The small bachelor
"No, I haven't."

"I show there that love is a reasoned emotion that springs from mutual knowledge, increasing over an extended period of time, and a community of tastes. How can you love a girl when you have never spoken to her and don't even know her name?"

"I do know her name."

"How?"

"I looked through the telephone directory till I found out who lived at Number 16, East Seventy-Ninth Street. It took me about a week, because...."

"Sixteen East Seventy-Ninth Street? You don't mean that this girl you've been staring at is little Molly Waddington?"

George started.

"Waddington is the name, certainly. That's why I was such an infernal time getting to it in the book. Waddington, Sigsbee H." George choked emotionally, and gazed at his friend with awed eyes. "Hamilton! Hammy, old man! You—you don't mean to say you actually know her? Not positively know her?"

"Of course I know her. Know her intimately. Many's the time I've seen her in her bath-tub."

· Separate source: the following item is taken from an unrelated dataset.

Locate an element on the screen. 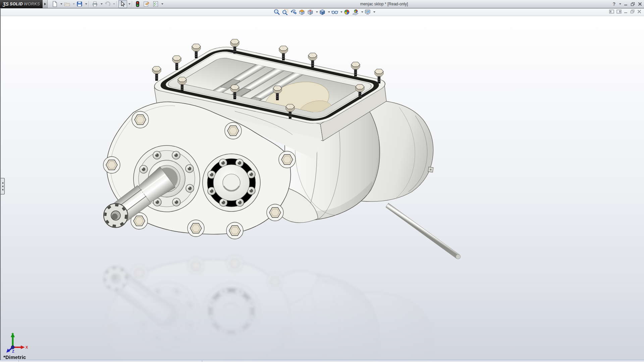 The width and height of the screenshot is (644, 362). new-document-button is located at coordinates (55, 4).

George quivered from head to foot.

"It's a lie! A foul and contemptible...."

"When she was a child."

"Oh, when she was a child?" George became calmer. "Do you mean to say you've known her since she was a child? Why, then you must be in love with her yourself."

"Nothing of the kind."

"You stand there and tell me," said George incredulously, "that you have known this wonderful girl for many years and are not in love with her?"

"I do."

George regarded his friend with a gentle pity. He could only explain this extraordinary statement by supposing that there was some sort of a kink in Hamilton Beamish. Sad, for in so many ways he was such a fine fellow.

"The sight of her has never made you feel that, to win one smile, you could scale the skies and pluck out the stars and lay them at her feet?"